Giving up diet culture for Lent
Ash Wednesday, which occurs this week on March 6th, is the start of the liturgical season of Lent, the 40 days of preparation for Easter. Traditionally, fasting, penitence, and prayer are the focus of the lead-up to Lent, and many churches offer special educational or worship opportunities for members of their congregations to deepen their faith.
But Lent has also been appropriated by more secular influences. Every year, I’m surprised by the people I run into who declare what they are “giving up” for Lent, even though they haven’t darkened the door of a church in years. More specifically, I am concerned by the way the fasting aspect of Lent gets co-opted by diet culture.
Most of the things people choose to fast from — chocolate, alcohol, sodas, chips, or foods high in carbohydrates like bread — coincide with the foods our culture has deemed “bad.” When Lent begins right around the time New Year’s resolutions are wearing off, it serves as an occasion to re-focus on goals that are more health-and-fitness-based than they are spiritual. But Lenten fasting is a spiritual practice, not a weight loss one.
The motivation behind fasting is to refrain from luxury items that we would normally enjoy during a time of feasting, hence the common practice of not eating meat on days like Ash Wednesday, Good Friday, and other Fridays during Lent. It is also a way of gaining control over our lives and exercising discipline. Hence, it is not a requirement that one fast from food. Perhaps fasting from social media, watching Netflix, or unnecessary spending might accomplish the same purpose.
Isaiah 58 tells us about the kind of fasting that God delights in: “Is not this the fast that I choose: to loose the bonds of injustice, to undo the thongs of the yoke, to let the oppressed go free and to break every yoke? Is it not to share your bread with the hungry, and bring the homeless poor into your house; when you see the naked, to cover them, and not to hide yourself from your own kin?” When we are called to actually loose the bonds of injustice and let the oppressed go free, giving up chocolate seems like an easy win.

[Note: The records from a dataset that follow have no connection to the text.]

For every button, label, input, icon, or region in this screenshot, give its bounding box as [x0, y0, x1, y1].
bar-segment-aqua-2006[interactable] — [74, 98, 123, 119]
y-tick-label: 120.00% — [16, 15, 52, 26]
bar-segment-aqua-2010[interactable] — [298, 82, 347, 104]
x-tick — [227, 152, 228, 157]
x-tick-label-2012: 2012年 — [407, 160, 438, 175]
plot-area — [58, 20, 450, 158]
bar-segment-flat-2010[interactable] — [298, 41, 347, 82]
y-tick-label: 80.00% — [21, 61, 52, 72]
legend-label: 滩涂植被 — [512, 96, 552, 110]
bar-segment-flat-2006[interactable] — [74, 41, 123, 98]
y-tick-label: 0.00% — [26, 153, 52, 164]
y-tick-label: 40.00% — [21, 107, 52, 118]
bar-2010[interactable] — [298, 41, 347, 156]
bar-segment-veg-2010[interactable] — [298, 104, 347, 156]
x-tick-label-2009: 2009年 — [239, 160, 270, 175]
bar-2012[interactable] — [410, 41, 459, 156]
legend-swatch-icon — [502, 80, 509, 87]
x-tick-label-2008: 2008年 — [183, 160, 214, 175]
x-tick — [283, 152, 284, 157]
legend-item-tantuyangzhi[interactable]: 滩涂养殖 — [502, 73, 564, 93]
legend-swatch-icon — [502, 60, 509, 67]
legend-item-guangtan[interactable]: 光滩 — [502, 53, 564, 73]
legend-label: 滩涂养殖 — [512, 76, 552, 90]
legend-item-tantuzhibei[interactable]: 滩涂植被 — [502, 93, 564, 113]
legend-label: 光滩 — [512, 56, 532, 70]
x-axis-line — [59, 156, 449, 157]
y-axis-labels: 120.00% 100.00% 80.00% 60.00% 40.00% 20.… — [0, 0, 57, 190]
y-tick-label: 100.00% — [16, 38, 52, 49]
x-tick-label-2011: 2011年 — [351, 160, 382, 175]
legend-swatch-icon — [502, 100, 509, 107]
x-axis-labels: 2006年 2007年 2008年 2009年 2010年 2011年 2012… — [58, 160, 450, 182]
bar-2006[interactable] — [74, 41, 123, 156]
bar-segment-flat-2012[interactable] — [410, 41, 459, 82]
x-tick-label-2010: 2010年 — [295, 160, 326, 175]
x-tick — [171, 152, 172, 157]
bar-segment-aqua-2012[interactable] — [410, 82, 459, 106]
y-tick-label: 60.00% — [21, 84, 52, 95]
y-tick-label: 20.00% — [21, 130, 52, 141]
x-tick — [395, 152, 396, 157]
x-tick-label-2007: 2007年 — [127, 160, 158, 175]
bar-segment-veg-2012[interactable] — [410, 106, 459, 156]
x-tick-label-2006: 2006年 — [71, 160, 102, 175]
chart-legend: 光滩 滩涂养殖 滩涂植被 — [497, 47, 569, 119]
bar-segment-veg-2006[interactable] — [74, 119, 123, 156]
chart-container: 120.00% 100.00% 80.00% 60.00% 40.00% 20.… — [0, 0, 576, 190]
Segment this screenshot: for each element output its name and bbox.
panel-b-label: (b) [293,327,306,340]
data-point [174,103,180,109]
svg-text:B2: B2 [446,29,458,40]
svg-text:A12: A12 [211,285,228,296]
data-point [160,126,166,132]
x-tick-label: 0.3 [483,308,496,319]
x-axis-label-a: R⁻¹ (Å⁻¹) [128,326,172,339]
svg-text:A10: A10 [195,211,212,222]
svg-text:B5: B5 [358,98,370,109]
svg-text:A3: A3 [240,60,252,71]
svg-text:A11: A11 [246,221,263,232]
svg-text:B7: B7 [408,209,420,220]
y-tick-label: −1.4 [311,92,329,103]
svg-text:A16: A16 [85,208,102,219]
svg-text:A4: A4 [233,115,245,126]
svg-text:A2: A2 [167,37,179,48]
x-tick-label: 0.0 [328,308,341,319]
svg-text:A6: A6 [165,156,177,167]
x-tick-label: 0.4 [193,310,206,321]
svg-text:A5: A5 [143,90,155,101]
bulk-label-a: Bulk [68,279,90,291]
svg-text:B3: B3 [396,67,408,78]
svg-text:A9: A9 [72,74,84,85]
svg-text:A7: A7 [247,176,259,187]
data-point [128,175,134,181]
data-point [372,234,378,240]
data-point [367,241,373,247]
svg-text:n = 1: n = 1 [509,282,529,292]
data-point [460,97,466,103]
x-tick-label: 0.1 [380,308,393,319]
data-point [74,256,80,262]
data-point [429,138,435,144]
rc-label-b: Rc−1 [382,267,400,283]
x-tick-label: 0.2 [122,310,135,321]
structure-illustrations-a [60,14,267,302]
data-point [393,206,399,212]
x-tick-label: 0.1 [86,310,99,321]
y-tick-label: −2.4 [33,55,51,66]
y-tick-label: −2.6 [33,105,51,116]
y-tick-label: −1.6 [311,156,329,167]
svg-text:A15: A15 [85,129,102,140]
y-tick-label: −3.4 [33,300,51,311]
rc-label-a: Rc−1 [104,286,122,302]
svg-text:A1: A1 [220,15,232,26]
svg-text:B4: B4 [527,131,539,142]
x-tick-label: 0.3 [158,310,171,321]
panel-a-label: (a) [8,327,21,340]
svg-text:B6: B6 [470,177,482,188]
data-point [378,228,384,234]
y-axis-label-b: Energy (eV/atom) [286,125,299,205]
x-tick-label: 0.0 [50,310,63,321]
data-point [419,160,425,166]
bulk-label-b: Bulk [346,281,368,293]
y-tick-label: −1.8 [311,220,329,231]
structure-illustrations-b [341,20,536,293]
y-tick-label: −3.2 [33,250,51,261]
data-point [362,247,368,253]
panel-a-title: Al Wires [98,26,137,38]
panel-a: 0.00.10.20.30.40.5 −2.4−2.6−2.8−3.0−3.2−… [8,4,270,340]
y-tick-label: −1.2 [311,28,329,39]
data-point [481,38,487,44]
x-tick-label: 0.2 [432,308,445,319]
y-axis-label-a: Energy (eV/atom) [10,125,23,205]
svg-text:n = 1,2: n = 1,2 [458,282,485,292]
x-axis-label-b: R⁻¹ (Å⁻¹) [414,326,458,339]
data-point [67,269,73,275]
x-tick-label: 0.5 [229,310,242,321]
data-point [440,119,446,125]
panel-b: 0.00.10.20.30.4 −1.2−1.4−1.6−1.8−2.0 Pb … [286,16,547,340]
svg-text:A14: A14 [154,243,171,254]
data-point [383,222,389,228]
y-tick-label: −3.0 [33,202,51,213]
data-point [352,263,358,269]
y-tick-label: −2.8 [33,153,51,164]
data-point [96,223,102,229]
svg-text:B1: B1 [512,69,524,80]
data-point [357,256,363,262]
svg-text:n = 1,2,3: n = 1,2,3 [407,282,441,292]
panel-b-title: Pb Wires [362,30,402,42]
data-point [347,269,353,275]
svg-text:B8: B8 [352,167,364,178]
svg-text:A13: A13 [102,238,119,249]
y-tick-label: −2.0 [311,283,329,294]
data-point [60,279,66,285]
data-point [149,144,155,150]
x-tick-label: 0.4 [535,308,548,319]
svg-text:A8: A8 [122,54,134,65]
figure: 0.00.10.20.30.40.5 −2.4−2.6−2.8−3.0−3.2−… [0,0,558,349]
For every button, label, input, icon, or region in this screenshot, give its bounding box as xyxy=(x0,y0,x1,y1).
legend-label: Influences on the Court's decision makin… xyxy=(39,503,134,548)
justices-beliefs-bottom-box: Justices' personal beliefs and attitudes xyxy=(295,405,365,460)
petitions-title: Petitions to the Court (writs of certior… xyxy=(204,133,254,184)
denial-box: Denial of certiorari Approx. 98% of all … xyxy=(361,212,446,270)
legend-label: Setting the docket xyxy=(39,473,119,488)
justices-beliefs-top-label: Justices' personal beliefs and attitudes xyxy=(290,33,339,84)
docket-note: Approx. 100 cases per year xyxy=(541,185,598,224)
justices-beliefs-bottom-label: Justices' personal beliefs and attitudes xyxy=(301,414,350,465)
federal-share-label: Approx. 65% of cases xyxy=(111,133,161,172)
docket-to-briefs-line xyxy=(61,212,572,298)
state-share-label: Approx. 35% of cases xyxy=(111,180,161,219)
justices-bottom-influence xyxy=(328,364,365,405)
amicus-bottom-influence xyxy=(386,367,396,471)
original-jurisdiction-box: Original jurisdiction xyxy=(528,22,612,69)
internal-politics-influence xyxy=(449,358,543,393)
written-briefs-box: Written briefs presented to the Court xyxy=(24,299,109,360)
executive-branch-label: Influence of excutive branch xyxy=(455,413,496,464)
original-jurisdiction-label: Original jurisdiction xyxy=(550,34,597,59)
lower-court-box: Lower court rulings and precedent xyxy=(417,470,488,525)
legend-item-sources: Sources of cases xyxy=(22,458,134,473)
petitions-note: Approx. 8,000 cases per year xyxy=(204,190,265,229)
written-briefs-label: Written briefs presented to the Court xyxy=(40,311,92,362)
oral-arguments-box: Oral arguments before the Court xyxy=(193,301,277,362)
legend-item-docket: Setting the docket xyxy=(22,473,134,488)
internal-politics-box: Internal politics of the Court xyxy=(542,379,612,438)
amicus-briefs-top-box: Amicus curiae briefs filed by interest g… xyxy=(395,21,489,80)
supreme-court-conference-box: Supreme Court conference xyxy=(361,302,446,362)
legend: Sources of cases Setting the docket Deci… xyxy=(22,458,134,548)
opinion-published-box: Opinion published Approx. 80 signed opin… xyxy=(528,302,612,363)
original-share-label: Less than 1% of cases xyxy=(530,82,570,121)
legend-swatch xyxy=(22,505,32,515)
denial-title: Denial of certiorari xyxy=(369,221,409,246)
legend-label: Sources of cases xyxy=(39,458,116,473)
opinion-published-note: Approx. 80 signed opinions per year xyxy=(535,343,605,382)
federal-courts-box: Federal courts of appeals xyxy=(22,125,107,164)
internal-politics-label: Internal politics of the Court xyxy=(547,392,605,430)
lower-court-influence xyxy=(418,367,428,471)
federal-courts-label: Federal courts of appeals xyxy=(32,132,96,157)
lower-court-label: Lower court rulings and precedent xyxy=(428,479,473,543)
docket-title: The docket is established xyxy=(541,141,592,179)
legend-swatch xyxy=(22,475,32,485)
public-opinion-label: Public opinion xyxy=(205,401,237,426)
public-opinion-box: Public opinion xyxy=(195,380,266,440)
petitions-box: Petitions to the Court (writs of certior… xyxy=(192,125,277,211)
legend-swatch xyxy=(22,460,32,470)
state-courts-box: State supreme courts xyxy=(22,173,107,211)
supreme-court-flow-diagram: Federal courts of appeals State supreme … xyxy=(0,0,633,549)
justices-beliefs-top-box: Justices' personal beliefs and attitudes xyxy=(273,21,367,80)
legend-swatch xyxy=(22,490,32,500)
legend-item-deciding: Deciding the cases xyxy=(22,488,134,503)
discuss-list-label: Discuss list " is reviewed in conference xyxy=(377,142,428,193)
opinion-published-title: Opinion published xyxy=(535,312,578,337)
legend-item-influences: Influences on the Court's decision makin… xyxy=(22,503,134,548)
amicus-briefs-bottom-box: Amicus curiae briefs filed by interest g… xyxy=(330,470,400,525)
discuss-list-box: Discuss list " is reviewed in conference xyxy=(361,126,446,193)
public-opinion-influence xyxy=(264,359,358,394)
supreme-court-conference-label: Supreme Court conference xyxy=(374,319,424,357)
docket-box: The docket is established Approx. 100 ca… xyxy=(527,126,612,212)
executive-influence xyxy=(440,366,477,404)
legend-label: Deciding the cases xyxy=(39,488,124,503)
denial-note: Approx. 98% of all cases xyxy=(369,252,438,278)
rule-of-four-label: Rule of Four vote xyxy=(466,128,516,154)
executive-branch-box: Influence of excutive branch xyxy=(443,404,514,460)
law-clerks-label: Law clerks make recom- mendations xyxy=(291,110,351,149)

Many of us, especially women, have internalized the messages of diet culture so thoroughly that it can be hard to disentangle from fasting. Diet culture tells us that weight loss is a means of achieving a higher status, demonizes certain ways of eating while elevating others, and equates thinness with health and moral virtue. If one’s goal for fasting during Lent is discipline, it might be easier to choose a neutral food to give up. For example, one Lent, Father James Martin gave up anything containing oregano.
Or you may discern that what will really help your spiritual growth is to fast from diet culture, from that yoke that tells you that you’ll never be thin or disciplined enough. Fasting from diet culture looks like not judging whether a food is “good” or “bad.” Fasting from diet culture is moving your body because it feels good and not to “burn off” what you’ve eaten.
Fasting and abstinence from certain categories of food is an historic Christian discipline that can bring spiritual awareness and compassion towards those who do not choose to go without. Restricting foods that diet culture tells us are bad is not the same as fasting for spiritual purposes, and we should be cautious to not conflate the two.